[Dataset]:
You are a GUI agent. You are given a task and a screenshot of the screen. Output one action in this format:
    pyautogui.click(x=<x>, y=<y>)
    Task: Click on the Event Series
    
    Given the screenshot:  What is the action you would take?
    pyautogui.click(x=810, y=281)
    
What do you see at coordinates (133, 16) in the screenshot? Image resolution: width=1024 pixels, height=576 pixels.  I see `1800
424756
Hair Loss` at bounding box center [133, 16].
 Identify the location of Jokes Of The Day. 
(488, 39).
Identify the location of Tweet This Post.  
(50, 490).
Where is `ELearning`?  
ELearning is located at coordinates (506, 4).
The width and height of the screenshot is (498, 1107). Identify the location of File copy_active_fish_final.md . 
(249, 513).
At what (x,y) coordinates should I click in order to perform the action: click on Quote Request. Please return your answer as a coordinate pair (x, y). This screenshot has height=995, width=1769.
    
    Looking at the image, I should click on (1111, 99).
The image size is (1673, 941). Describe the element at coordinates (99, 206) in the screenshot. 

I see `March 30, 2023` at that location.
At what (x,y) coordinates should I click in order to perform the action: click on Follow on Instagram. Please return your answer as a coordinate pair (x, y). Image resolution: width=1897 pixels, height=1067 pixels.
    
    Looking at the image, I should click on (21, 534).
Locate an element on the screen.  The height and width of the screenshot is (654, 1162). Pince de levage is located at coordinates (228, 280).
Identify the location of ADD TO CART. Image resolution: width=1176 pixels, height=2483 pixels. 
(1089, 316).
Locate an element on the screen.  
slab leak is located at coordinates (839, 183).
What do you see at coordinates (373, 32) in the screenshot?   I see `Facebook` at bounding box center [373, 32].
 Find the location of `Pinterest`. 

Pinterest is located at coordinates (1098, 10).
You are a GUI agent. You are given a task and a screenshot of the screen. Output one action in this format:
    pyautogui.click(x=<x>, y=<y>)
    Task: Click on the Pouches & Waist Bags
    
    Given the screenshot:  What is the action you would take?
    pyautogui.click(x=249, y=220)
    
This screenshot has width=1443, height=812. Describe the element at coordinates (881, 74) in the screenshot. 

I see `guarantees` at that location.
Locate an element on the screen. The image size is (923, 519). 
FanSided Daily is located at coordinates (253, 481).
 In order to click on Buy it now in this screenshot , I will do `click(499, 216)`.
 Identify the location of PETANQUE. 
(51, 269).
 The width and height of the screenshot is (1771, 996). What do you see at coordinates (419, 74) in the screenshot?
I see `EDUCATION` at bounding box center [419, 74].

[Exercise directions]: Type out the material again exactly as presented.

[Expected output]:
You are a GUI agent. You are given a task and a screenshot of the screen. Output one action in this format:
    pyautogui.click(x=<x>, y=<y>)
    Task: Click on the Event Series
    
    Given the screenshot:  What is the action you would take?
    pyautogui.click(x=810, y=281)
    
What do you see at coordinates (133, 16) in the screenshot? Image resolution: width=1024 pixels, height=576 pixels.  I see `1800
424756
Hair Loss` at bounding box center [133, 16].
 Identify the location of Jokes Of The Day. 
(488, 39).
Identify the location of Tweet This Post.  
(50, 490).
Where is `ELearning`?  
ELearning is located at coordinates (506, 4).
The width and height of the screenshot is (498, 1107). Identify the location of File copy_active_fish_final.md . 
(249, 513).
At what (x,y) coordinates should I click in order to perform the action: click on Quote Request. Please return your answer as a coordinate pair (x, y). This screenshot has height=995, width=1769.
    
    Looking at the image, I should click on (1111, 99).
The image size is (1673, 941). Describe the element at coordinates (99, 206) in the screenshot. 

I see `March 30, 2023` at that location.
At what (x,y) coordinates should I click in order to perform the action: click on Follow on Instagram. Please return your answer as a coordinate pair (x, y). Image resolution: width=1897 pixels, height=1067 pixels.
    
    Looking at the image, I should click on (21, 534).
Locate an element on the screen.  The height and width of the screenshot is (654, 1162). Pince de levage is located at coordinates (228, 280).
Identify the location of ADD TO CART. Image resolution: width=1176 pixels, height=2483 pixels. 
(1089, 316).
Locate an element on the screen.  
slab leak is located at coordinates (839, 183).
What do you see at coordinates (373, 32) in the screenshot?   I see `Facebook` at bounding box center [373, 32].
 Find the location of `Pinterest`. 

Pinterest is located at coordinates (1098, 10).
You are a GUI agent. You are given a task and a screenshot of the screen. Output one action in this format:
    pyautogui.click(x=<x>, y=<y>)
    Task: Click on the Pouches & Waist Bags
    
    Given the screenshot:  What is the action you would take?
    pyautogui.click(x=249, y=220)
    
This screenshot has width=1443, height=812. Describe the element at coordinates (881, 74) in the screenshot. 

I see `guarantees` at that location.
Locate an element on the screen. The image size is (923, 519). 
FanSided Daily is located at coordinates (253, 481).
 In order to click on Buy it now in this screenshot , I will do `click(499, 216)`.
 Identify the location of PETANQUE. 
(51, 269).
 The width and height of the screenshot is (1771, 996). What do you see at coordinates (419, 74) in the screenshot?
I see `EDUCATION` at bounding box center [419, 74].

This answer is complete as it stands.